Bridget Jones’s Baby is a charming return to form Lindsey Bahr | The Associated Press – September 12, 2016
Renée
Zellweger is charming as ever in “Bridget Jones’s Baby ,”
a lively return to form for the unlikely trilogy about an ordinary woman
and her professional and romantic woes. It turns out a little break is
just what this series needed to find its footing after the manic missteps
of “Bridget Jones: The Edge of Reason,” which fell into some of the
all too common traps of sequels looking to up the stakes (hello, Thailand
prison sequence). That’s
likely due to the fact that Sharon Maguire, who directed the practically
perfect “Bridget Jones’s Diary,” is back (Beeban Kidron directed the
second), working from a script from author Helen Fielding, Emma Thompson
(very funny as an unamused doctor) and Dan Mazer. Let’s
get over the silly fact that this movie essentially had to press reboot on
the happy ending of the second, when Bridget said at the end how even at
33 she was able to find love and happiness with one Mark Darcy (Colin
Firth). Cut to 12 years later (between movies), Bridget is in her 40s and
Mark Darcy has gone off and married someone else. But
this is an evolved Bridget. Sure,
she might be eating dessert alone in that same old London flat on that
same old couch listening to the same old Celine Dion song, but it’s not
tragic. It just is. Her friends all flaked on her and so she has a night
by herself. The sense is “whatever” not “woe is me.” Indeed,
her life looks pretty good. She’s now a high-profile TV news producer
who seems happy at work – gone are the fireman’s pole humiliations of
on-camera life. She’s also fitter (and quite happy about it) and has
gotten a fancier wardrobe befitting of her success. When
her younger friend and co-worker Miranda (a terrific Sarah Solemani)

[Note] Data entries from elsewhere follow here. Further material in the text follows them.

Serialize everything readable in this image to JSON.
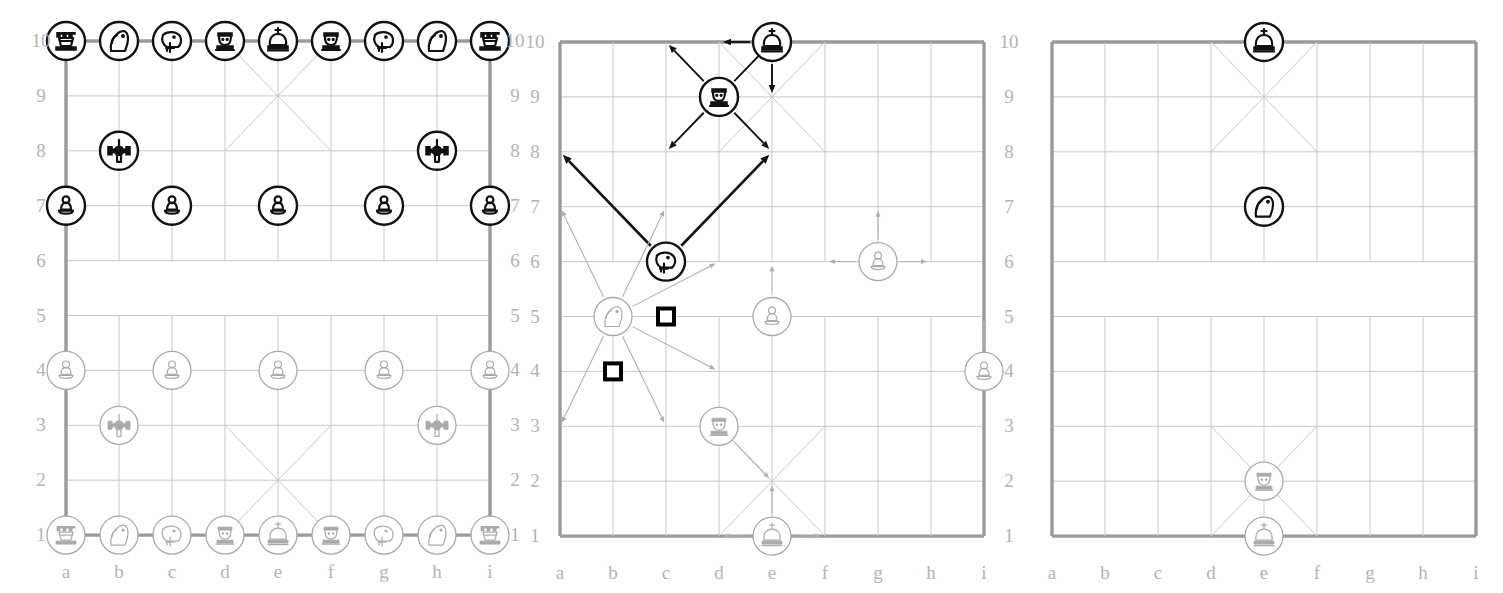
{
  "figure": {
    "type": "xiangqi-diagram",
    "panel_count": 3,
    "board": {
      "files": [
        "a",
        "b",
        "c",
        "d",
        "e",
        "f",
        "g",
        "h",
        "i"
      ],
      "ranks": [
        "10",
        "9",
        "8",
        "7",
        "6",
        "5",
        "4",
        "3",
        "2",
        "1"
      ],
      "rank_labels_left": [
        "10",
        "9",
        "8",
        "7",
        "6",
        "5",
        "4",
        "3",
        "2",
        "1"
      ],
      "rank_labels_right": [
        "10",
        "9",
        "8",
        "7",
        "6",
        "5",
        "4",
        "3",
        "2",
        "1"
      ]
    },
    "colors": {
      "black_piece": "#111111",
      "white_piece": "#aaaaaa",
      "grid_line": "#c9c9c9",
      "border_line": "#9a9a9a",
      "label": "#b4b4b4",
      "marker": "#000000"
    }
  },
  "panels": [
    {
      "id": "panel-initial-position",
      "name": "initial-position-board",
      "shows_rank_labels_both_sides": true,
      "shows_file_labels": true,
      "pieces": [
        {
          "file": "a",
          "rank": 10,
          "type": "rook",
          "side": "black",
          "glyph": "rook-icon"
        },
        {
          "file": "b",
          "rank": 10,
          "type": "knight",
          "side": "black",
          "glyph": "knight-icon"
        },
        {
          "file": "c",
          "rank": 10,
          "type": "elephant",
          "side": "black",
          "glyph": "elephant-icon"
        },
        {
          "file": "d",
          "rank": 10,
          "type": "advisor",
          "side": "black",
          "glyph": "advisor-icon"
        },
        {
          "file": "e",
          "rank": 10,
          "type": "king",
          "side": "black",
          "glyph": "king-icon"
        },
        {
          "file": "f",
          "rank": 10,
          "type": "advisor",
          "side": "black",
          "glyph": "advisor-icon"
        },
        {
          "file": "g",
          "rank": 10,
          "type": "elephant",
          "side": "black",
          "glyph": "elephant-icon"
        },
        {
          "file": "h",
          "rank": 10,
          "type": "knight",
          "side": "black",
          "glyph": "knight-icon"
        },
        {
          "file": "i",
          "rank": 10,
          "type": "rook",
          "side": "black",
          "glyph": "rook-icon"
        },
        {
          "file": "b",
          "rank": 8,
          "type": "cannon",
          "side": "black",
          "glyph": "cannon-icon"
        },
        {
          "file": "h",
          "rank": 8,
          "type": "cannon",
          "side": "black",
          "glyph": "cannon-icon"
        },
        {
          "file": "a",
          "rank": 7,
          "type": "pawn",
          "side": "black",
          "glyph": "pawn-icon"
        },
        {
          "file": "c",
          "rank": 7,
          "type": "pawn",
          "side": "black",
          "glyph": "pawn-icon"
        },
        {
          "file": "e",
          "rank": 7,
          "type": "pawn",
          "side": "black",
          "glyph": "pawn-icon"
        },
        {
          "file": "g",
          "rank": 7,
          "type": "pawn",
          "side": "black",
          "glyph": "pawn-icon"
        },
        {
          "file": "i",
          "rank": 7,
          "type": "pawn",
          "side": "black",
          "glyph": "pawn-icon"
        },
        {
          "file": "a",
          "rank": 4,
          "type": "pawn",
          "side": "white",
          "glyph": "pawn-icon"
        },
        {
          "file": "c",
          "rank": 4,
          "type": "pawn",
          "side": "white",
          "glyph": "pawn-icon"
        },
        {
          "file": "e",
          "rank": 4,
          "type": "pawn",
          "side": "white",
          "glyph": "pawn-icon"
        },
        {
          "file": "g",
          "rank": 4,
          "type": "pawn",
          "side": "white",
          "glyph": "pawn-icon"
        },
        {
          "file": "i",
          "rank": 4,
          "type": "pawn",
          "side": "white",
          "glyph": "pawn-icon"
        },
        {
          "file": "b",
          "rank": 3,
          "type": "cannon",
          "side": "white",
          "glyph": "cannon-icon"
        },
        {
          "file": "h",
          "rank": 3,
          "type": "cannon",
          "side": "white",
          "glyph": "cannon-icon"
        },
        {
          "file": "a",
          "rank": 1,
          "type": "rook",
          "side": "white",
          "glyph": "rook-icon"
        },
        {
          "file": "b",
          "rank": 1,
          "type": "knight",
          "side": "white",
          "glyph": "knight-icon"
        },
        {
          "file": "c",
          "rank": 1,
          "type": "elephant",
          "side": "white",
          "glyph": "elephant-icon"
        },
        {
          "file": "d",
          "rank": 1,
          "type": "advisor",
          "side": "white",
          "glyph": "advisor-icon"
        },
        {
          "file": "e",
          "rank": 1,
          "type": "king",
          "side": "white",
          "glyph": "king-icon"
        },
        {
          "file": "f",
          "rank": 1,
          "type": "advisor",
          "side": "white",
          "glyph": "advisor-icon"
        },
        {
          "file": "g",
          "rank": 1,
          "type": "elephant",
          "side": "white",
          "glyph": "elephant-icon"
        },
        {
          "file": "h",
          "rank": 1,
          "type": "knight",
          "side": "white",
          "glyph": "knight-icon"
        },
        {
          "file": "i",
          "rank": 1,
          "type": "rook",
          "side": "white",
          "glyph": "rook-icon"
        }
      ],
      "arrows": [],
      "markers": []
    },
    {
      "id": "panel-move-legality",
      "name": "move-legality-board",
      "shows_rank_labels_both_sides": true,
      "shows_file_labels": true,
      "pieces": [
        {
          "file": "e",
          "rank": 10,
          "type": "king",
          "side": "black",
          "glyph": "king-icon"
        },
        {
          "file": "d",
          "rank": 9,
          "type": "advisor",
          "side": "black",
          "glyph": "advisor-icon"
        },
        {
          "file": "c",
          "rank": 6,
          "type": "elephant",
          "side": "black",
          "glyph": "elephant-icon"
        },
        {
          "file": "b",
          "rank": 5,
          "type": "knight",
          "side": "white",
          "glyph": "knight-icon"
        },
        {
          "file": "e",
          "rank": 5,
          "type": "pawn",
          "side": "white",
          "glyph": "pawn-icon"
        },
        {
          "file": "g",
          "rank": 6,
          "type": "pawn",
          "side": "white",
          "glyph": "pawn-icon"
        },
        {
          "file": "i",
          "rank": 4,
          "type": "pawn",
          "side": "white",
          "glyph": "pawn-icon"
        },
        {
          "file": "d",
          "rank": 3,
          "type": "advisor",
          "side": "white",
          "glyph": "advisor-icon"
        },
        {
          "file": "e",
          "rank": 1,
          "type": "king",
          "side": "white",
          "glyph": "king-icon"
        }
      ],
      "arrows": [
        {
          "from": {
            "file": "e",
            "rank": 10
          },
          "to": {
            "file": "d",
            "rank": 10
          },
          "style": "black"
        },
        {
          "from": {
            "file": "e",
            "rank": 10
          },
          "to": {
            "file": "e",
            "rank": 9
          },
          "style": "black"
        },
        {
          "from": {
            "file": "d",
            "rank": 9
          },
          "to": {
            "file": "c",
            "rank": 10
          },
          "style": "black"
        },
        {
          "from": {
            "file": "d",
            "rank": 9
          },
          "to": {
            "file": "e",
            "rank": 10
          },
          "style": "black"
        },
        {
          "from": {
            "file": "d",
            "rank": 9
          },
          "to": {
            "file": "c",
            "rank": 8
          },
          "style": "black"
        },
        {
          "from": {
            "file": "d",
            "rank": 9
          },
          "to": {
            "file": "e",
            "rank": 8
          },
          "style": "black"
        },
        {
          "from": {
            "file": "c",
            "rank": 6
          },
          "to": {
            "file": "a",
            "rank": 8
          },
          "style": "black-thick"
        },
        {
          "from": {
            "file": "c",
            "rank": 6
          },
          "to": {
            "file": "e",
            "rank": 8
          },
          "style": "black-thick"
        },
        {
          "from": {
            "file": "b",
            "rank": 5
          },
          "to": {
            "file": "a",
            "rank": 7
          },
          "style": "grey"
        },
        {
          "from": {
            "file": "b",
            "rank": 5
          },
          "to": {
            "file": "c",
            "rank": 7
          },
          "style": "grey"
        },
        {
          "from": {
            "file": "b",
            "rank": 5
          },
          "to": {
            "file": "d",
            "rank": 6
          },
          "style": "grey"
        },
        {
          "from": {
            "file": "b",
            "rank": 5
          },
          "to": {
            "file": "d",
            "rank": 4
          },
          "style": "grey"
        },
        {
          "from": {
            "file": "b",
            "rank": 5
          },
          "to": {
            "file": "c",
            "rank": 3
          },
          "style": "grey"
        },
        {
          "from": {
            "file": "b",
            "rank": 5
          },
          "to": {
            "file": "a",
            "rank": 3
          },
          "style": "grey"
        },
        {
          "from": {
            "file": "e",
            "rank": 5
          },
          "to": {
            "file": "e",
            "rank": 6
          },
          "style": "grey"
        },
        {
          "from": {
            "file": "g",
            "rank": 6
          },
          "to": {
            "file": "f",
            "rank": 6
          },
          "style": "grey"
        },
        {
          "from": {
            "file": "g",
            "rank": 6
          },
          "to": {
            "file": "h",
            "rank": 6
          },
          "style": "grey"
        },
        {
          "from": {
            "file": "g",
            "rank": 6
          },
          "to": {
            "file": "g",
            "rank": 7
          },
          "style": "grey"
        },
        {
          "from": {
            "file": "i",
            "rank": 4
          },
          "to": {
            "file": "i",
            "rank": 5
          },
          "style": "grey"
        },
        {
          "from": {
            "file": "d",
            "rank": 3
          },
          "to": {
            "file": "e",
            "rank": 2
          },
          "style": "grey"
        },
        {
          "from": {
            "file": "e",
            "rank": 1
          },
          "to": {
            "file": "d",
            "rank": 1
          },
          "style": "grey"
        },
        {
          "from": {
            "file": "e",
            "rank": 1
          },
          "to": {
            "file": "f",
            "rank": 1
          },
          "style": "grey"
        },
        {
          "from": {
            "file": "e",
            "rank": 1
          },
          "to": {
            "file": "e",
            "rank": 2
          },
          "style": "grey"
        }
      ],
      "markers": [
        {
          "file": "c",
          "rank": 5,
          "shape": "square",
          "meaning": "blocking-point"
        },
        {
          "file": "b",
          "rank": 4,
          "shape": "square",
          "meaning": "blocking-point"
        }
      ]
    },
    {
      "id": "panel-endgame-position",
      "name": "endgame-position-board",
      "shows_rank_labels_both_sides": false,
      "shows_file_labels": true,
      "pieces": [
        {
          "file": "e",
          "rank": 10,
          "type": "king",
          "side": "black",
          "glyph": "king-icon"
        },
        {
          "file": "e",
          "rank": 7,
          "type": "knight",
          "side": "black",
          "glyph": "knight-icon"
        },
        {
          "file": "e",
          "rank": 2,
          "type": "advisor",
          "side": "white",
          "glyph": "advisor-icon"
        },
        {
          "file": "e",
          "rank": 1,
          "type": "king",
          "side": "white",
          "glyph": "king-icon"
        }
      ],
      "arrows": [],
      "markers": []
    }
  ]
}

invites her to a weekend getaway, Bridget arrives at the airport looking
like a Nancy Meyers leading lady in cream and white. Of course, she
doesn’t realize they’re going to an outdoor music festival. So, she
falls in some mud, but she also gets the attention of Jack (Patrick
Dempsey). He’s a single, not sleazy relationship guru who is immediately
smitten with Bridget. She
has a good time with Jack and goes on her way. A few weeks later, she
finds herself having an unexpectedly romantic night with a now-separated
Darcy. She walks away from that, too, and continues on with life until she
gets the news that she’s pregnant. It could be either Darcy’s or
Jack’s. Both
men hop to the challenge, trying to out-partner one another at every turn.
Is this a fantasy, or is this just men being kind to the woman who is
possibly carrying their child? Does it really matter? Much
of the original cast is back and wonderful (Jim Broadbent, Gemma Jones,
Sally Phillips and Shirley Henderson), save for a sorely missed Daniel
Cleaver (Hugh Grant). You’ll find out what happened to him. There
is still a madcap, slapstick jitteriness to dear Bridget, but calmness has
emerged, too – that of a woman who has finally grown into her own skin.
She is messy in that way that women in other rom-coms “say” they are
but never actually are. And she is certainly not the other single gal of
her time, Carrie Bradshaw, who seemed to become less and less relatable as
the years went by. Though
the premise of “Bridget Jones’s Baby” makes it all seem like it’s
all about the guy again, it’s never felt so much like Bridget’s story.
The man is just gravy. This movie, for all its comedic ridiculousness and
wild circumstance of the paternity crisis, is a jubilant celebration of
women. If
we’re lucky, we’ll get to check in with her again in another few
years. “Bridget
Jones’s Baby,” a Universal Pictures release, is rated R by the Motion
Picture Association of America for “language, sex references and some
nudity.” Running time: 122 minutes. Three stars out of four.